Adam Gianforcaro

Assistant Editor Chelsea Whitton: This poem’s defining gesture is one of imaginative empathy—the poet’s mind exploring and extrapolating on the life of a stranger, based on the narrative implied in a YouTube video comment (side note: an entire story in Issue 14.2 is structured as a YouTube comment!). Beyond the pleasure and surprise of such a fresh occasion for poetry, “Music Indoors” makes exemplary use of lush, atmospheric imagery and a slow, lingering pace to cultivate a kind of sun-drenched, Debussy-soundtracked pocket world from which we emerge calm and smiling.

To hear Adam read his poem, click below:


Music Indoors


 “my Grandma plays this to her plants”
—YouTube comment on “The Best of Debussy”

It’s book one of his preludes
as she tidies the bed,

& then, downstairs, La Mer
spread like butter on toasted rye—

the kitchen so cool & clean,
the blinds freshly dusted with a cello bow.

She sings to the houseplants throughout the day
because who else is she to sing to

so deep in the woods there?—
soprano for the spider plants,

contralto for mother-in-law’s tongue.
Come winter, your grandma wraps herself

in burro’s tail & ivy, blots the aloe
dripping from her nose with sheets

of pressed bamboo. I imagine
she’s prone to naps, your grandma.

I imagine a small symphony
in each one of her stifled snores.


Adam Gianforcaro lives in Wilmington, Delaware. His poems can be found or are forthcoming in Poet Lore, Little Patuxent Review, Indianapolis Review, the minnesota review, and others.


When you reach the line containing "The width and height of the screenshot is (1261, 626)." in the entries below, repeat it and each line after it exactly until the entries end.

Listed records:

=== Begin Enclosure ===

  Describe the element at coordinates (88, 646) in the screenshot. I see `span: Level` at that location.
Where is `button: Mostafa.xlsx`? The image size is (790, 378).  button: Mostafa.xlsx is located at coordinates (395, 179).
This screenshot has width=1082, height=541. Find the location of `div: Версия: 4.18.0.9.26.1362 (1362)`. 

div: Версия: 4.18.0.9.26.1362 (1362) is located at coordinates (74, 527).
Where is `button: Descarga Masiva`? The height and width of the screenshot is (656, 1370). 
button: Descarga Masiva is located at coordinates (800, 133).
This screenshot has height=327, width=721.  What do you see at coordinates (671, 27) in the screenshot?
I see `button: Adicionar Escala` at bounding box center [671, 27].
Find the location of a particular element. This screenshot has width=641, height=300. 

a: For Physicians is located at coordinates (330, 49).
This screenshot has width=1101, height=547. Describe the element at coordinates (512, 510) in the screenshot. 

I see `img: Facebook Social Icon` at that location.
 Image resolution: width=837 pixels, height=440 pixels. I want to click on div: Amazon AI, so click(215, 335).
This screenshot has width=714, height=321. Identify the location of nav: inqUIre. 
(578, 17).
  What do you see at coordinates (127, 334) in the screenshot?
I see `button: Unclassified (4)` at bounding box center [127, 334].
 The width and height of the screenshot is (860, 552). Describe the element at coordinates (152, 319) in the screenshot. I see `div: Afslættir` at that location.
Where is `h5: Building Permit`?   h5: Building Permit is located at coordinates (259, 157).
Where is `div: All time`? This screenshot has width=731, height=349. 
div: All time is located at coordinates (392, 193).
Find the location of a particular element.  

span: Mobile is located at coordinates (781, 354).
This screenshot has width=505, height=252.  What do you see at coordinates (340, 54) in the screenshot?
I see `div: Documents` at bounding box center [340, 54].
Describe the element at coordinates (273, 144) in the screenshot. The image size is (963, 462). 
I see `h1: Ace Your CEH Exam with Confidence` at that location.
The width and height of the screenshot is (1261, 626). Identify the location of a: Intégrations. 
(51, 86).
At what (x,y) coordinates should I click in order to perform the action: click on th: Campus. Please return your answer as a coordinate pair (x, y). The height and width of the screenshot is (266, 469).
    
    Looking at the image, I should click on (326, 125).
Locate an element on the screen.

=== End Enclosure ===

Output:
The width and height of the screenshot is (1261, 626). Identify the location of a: Intégrations. 
(51, 86).
At what (x,y) coordinates should I click in order to perform the action: click on th: Campus. Please return your answer as a coordinate pair (x, y). The height and width of the screenshot is (266, 469).
    
    Looking at the image, I should click on (326, 125).
Locate an element on the screen.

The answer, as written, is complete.